An exact date for the disaster has not been provided, but it comes shortly after North Korea conducted its sixth - and most powerful - underground nuclear test at the site.

North Korea claims the September 3 test beneath Mount Mantap was of a hydrogen bomb, with monitors suggesting the detonation was equivalent to an earthquake with a magnitude of 6.1 on the Richter scale.

Some analysts put the yield of the weapon as high as 280 kilotons, while seismologists picked up signs of underground collapses in the hours and days after the blast.

There has been speculation about the site suffering "tired mountain syndrome" - which arises from underground nuclear testing - but there have been no indications of it being abandoned for future nuclear tests.

Satellite images of Punggye-ri taken immediately after the test revealed significant damage to surface features, including landslips.

On October 17 a study published by the US-Korea Institute at Johns Hopkins University and published on the 38 North website suggested the sixth underground test at the site had caused "substantial damage to the existing tunnel network under Mount Mantap".

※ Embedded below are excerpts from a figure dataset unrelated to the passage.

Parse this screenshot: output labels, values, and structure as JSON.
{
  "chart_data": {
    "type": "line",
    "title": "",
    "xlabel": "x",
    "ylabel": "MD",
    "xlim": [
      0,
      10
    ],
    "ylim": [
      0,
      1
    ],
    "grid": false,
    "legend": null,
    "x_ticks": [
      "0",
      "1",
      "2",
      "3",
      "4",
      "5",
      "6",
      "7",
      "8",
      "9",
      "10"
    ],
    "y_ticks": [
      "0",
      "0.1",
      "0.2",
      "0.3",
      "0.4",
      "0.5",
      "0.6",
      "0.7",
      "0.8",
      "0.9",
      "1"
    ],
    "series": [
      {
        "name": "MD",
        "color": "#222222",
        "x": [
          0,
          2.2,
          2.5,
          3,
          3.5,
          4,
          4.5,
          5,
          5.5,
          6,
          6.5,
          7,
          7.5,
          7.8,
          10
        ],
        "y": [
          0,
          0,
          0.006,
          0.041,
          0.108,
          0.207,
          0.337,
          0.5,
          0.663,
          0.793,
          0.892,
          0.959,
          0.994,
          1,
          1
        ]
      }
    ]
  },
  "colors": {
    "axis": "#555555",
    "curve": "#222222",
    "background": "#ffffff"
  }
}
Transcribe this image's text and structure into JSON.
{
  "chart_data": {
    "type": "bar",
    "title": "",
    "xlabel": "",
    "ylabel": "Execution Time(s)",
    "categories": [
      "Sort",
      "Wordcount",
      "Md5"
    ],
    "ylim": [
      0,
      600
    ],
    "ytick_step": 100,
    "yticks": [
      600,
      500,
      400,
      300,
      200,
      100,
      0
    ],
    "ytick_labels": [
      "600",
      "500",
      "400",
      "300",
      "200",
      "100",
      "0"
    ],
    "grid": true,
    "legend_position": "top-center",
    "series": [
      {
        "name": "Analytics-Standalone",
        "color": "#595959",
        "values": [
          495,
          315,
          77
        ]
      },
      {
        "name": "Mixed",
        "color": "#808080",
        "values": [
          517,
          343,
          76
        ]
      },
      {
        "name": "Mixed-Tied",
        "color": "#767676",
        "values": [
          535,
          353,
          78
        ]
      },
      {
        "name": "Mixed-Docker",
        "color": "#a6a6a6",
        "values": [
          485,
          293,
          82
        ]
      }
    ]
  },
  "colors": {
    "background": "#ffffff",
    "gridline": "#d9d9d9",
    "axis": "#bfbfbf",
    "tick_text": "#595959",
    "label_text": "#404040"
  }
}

Nam Jae-chol, the head of South Korea's Meteorological Administration, warned in testimony before parliament on Monday that further tests at Punggye-ri could cause the mountain to collapse and release radioactivity into the environment.

"Based on our analysis of satellite imagery, we judge that there is a hollow space about 60m by 100m beneath Mount Matap," he said.

"Should another nuclear test take place, there is a possibility [of a collapse]."

Chinese scientists have issued similar warnings, suggesting that nuclear fallout could spread across "an entire hemisphere" if the mountain did collapse.